[Haskell-cafe] Restricted type classes

Neil Brown nccb2 at kent.ac.uk
Tue Sep 7 07:26:49 EDT 2010


On 07/09/10 05:24, wren ng thornton wrote:
>>> that other class would (most likely) be a subclass of pointed 
>>> functors. In
>>> any case, it does mean there's something of a mismatch between 
>>> singleton vs
>>> return/pure/point/unit.
>>
>> Not quite sure what you mean by a "mis-match"
> Of course, I'd expect singleton to obey the pointed law as well, so
>
> Just that they're not the same thing.

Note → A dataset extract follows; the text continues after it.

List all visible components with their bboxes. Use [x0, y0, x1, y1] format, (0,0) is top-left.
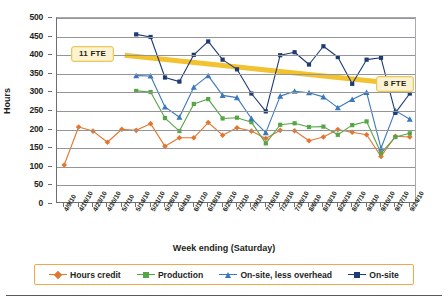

For example, ZipList supports 
> pure but it has no meaningful instance of singleton since every 
> ZipList is infinite.
>
I don't believe that every ZipList is infinite (if this should be the 
case, the constructor shouldn't be exposed!), just that ZipLists created 
by "pure" are infinite -- that's the obvious definition to meet the 
Applicative laws.  You can quite happily use:

(+) <$> ZipList [1,2,3] <*> ZipList [4,5] == ZipList [5,7]

So ZipList does have a meaningful definition of singleton (singleton x = 
ZipList [x]; I'm sure there are other pointed functors that don't have a 
good definition for singleton), and a meaningful definition of pure, but 
they're not the same definition.

Thanks,

Neil.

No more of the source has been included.